Skip to main content
https://storage.googleapis.com/arize-phoenix-assets/assets/images/arize-docs-images/cookbooks/gc.png

Run in Google Colab

This cookbook is a runnable companion to the Prompts concepts section. You’ll work through three sections that mirror the iteration cycle the concept docs describe.

What you’ll build

A trip-planner prompt that takes a destination, duration, and travel style and produces a day-by-day itinerary.

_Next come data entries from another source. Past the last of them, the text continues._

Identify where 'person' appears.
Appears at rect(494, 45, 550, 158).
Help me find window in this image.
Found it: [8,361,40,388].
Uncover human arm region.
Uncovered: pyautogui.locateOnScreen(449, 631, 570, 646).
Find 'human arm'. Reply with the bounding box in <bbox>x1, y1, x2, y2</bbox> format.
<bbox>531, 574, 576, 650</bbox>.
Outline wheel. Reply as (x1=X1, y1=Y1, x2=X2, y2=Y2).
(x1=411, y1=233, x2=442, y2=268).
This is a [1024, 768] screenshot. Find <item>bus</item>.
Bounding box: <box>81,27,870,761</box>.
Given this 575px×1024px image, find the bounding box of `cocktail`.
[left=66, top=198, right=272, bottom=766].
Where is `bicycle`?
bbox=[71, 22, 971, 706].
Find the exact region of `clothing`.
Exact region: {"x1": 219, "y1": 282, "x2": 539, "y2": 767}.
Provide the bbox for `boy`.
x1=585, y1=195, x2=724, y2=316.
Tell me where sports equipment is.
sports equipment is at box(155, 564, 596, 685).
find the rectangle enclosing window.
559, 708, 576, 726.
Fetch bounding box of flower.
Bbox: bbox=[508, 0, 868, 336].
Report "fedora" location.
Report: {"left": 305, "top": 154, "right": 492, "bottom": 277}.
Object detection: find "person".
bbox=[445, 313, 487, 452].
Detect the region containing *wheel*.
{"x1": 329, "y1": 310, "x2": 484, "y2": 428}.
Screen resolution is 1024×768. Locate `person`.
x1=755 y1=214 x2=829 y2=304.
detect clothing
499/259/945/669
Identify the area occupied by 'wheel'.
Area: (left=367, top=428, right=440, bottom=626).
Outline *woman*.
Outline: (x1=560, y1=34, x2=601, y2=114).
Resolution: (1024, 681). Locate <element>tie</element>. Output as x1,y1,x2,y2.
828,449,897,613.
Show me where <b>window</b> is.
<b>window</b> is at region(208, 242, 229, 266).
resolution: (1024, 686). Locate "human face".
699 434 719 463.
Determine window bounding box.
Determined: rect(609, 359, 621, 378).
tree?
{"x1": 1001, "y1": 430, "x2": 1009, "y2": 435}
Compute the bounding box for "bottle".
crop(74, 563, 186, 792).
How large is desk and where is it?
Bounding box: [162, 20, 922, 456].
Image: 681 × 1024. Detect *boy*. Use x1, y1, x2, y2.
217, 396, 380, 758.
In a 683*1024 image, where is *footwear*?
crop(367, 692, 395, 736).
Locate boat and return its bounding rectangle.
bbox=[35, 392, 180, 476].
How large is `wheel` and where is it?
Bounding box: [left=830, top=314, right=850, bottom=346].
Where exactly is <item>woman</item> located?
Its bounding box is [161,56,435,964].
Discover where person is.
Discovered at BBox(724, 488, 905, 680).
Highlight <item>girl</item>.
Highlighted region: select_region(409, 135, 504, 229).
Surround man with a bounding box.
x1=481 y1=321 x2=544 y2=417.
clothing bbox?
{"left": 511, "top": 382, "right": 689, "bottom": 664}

You’ll:
  1. Create a Prompt Object and save it to Prompt Hub.
  2. Test the prompt against a dataset with an evaluator, as an Arize experiment.
  3. Iterate — tighten the prompt, save a new version, and compare runs side by side.
By the end you’ll have:
  • A versioned trip-planner prompt in your Prompt Hub.
  • Two experiment runs against the same dataset.
  • A measurable improvement between v1 and v2 — in the reference run, mean score went from 0.86 to 1.00.

What you’ll need

  • An Arize account with an API key and space ID.
  • An OpenAI API key (the notebook uses gpt-4o-mini; total cost is a few cents).
  • Python 3.10+ with arize>=8.0.0 and openai installed (the notebook handles this).

What the notebook covers

SectionWhat it demonstratesConcept page
SetupInstall dependencies; configure API keys; initialize the Arize client
1. Create the promptDefine a Prompt Object’s template, model, and invocation parameters; save the first version with a commit messageThe Prompt Object
2. Test the promptBuild a small dataset, define a task that runs the prompt, attach a deterministic evaluator, run the experimentExperiments for prompts
3. Iterate and compareTighten the system prompt, save a new immutable version, tag as production, run a second experiment, compare scores per rowVersioning and tags

Where to go next

After running the notebook:
  • Open the prompt in Prompt Hub in the UI to see both versions side by side and diff the templates.
  • Open the experiments tab to compare the two runs row by row.
  • Add an LLM-as-a-judge evaluator for subjective dimensions the deterministic eval can’t catch. See Evaluators.
  • Wire the experiment into CI/CD so prompt edits become PR checks. See Prompts in CI/CD.
  • Try Prompt Learning for automated optimization once you have a golden dataset. See Optimizing prompts.

Source

The notebook source lives in the tutorials repo.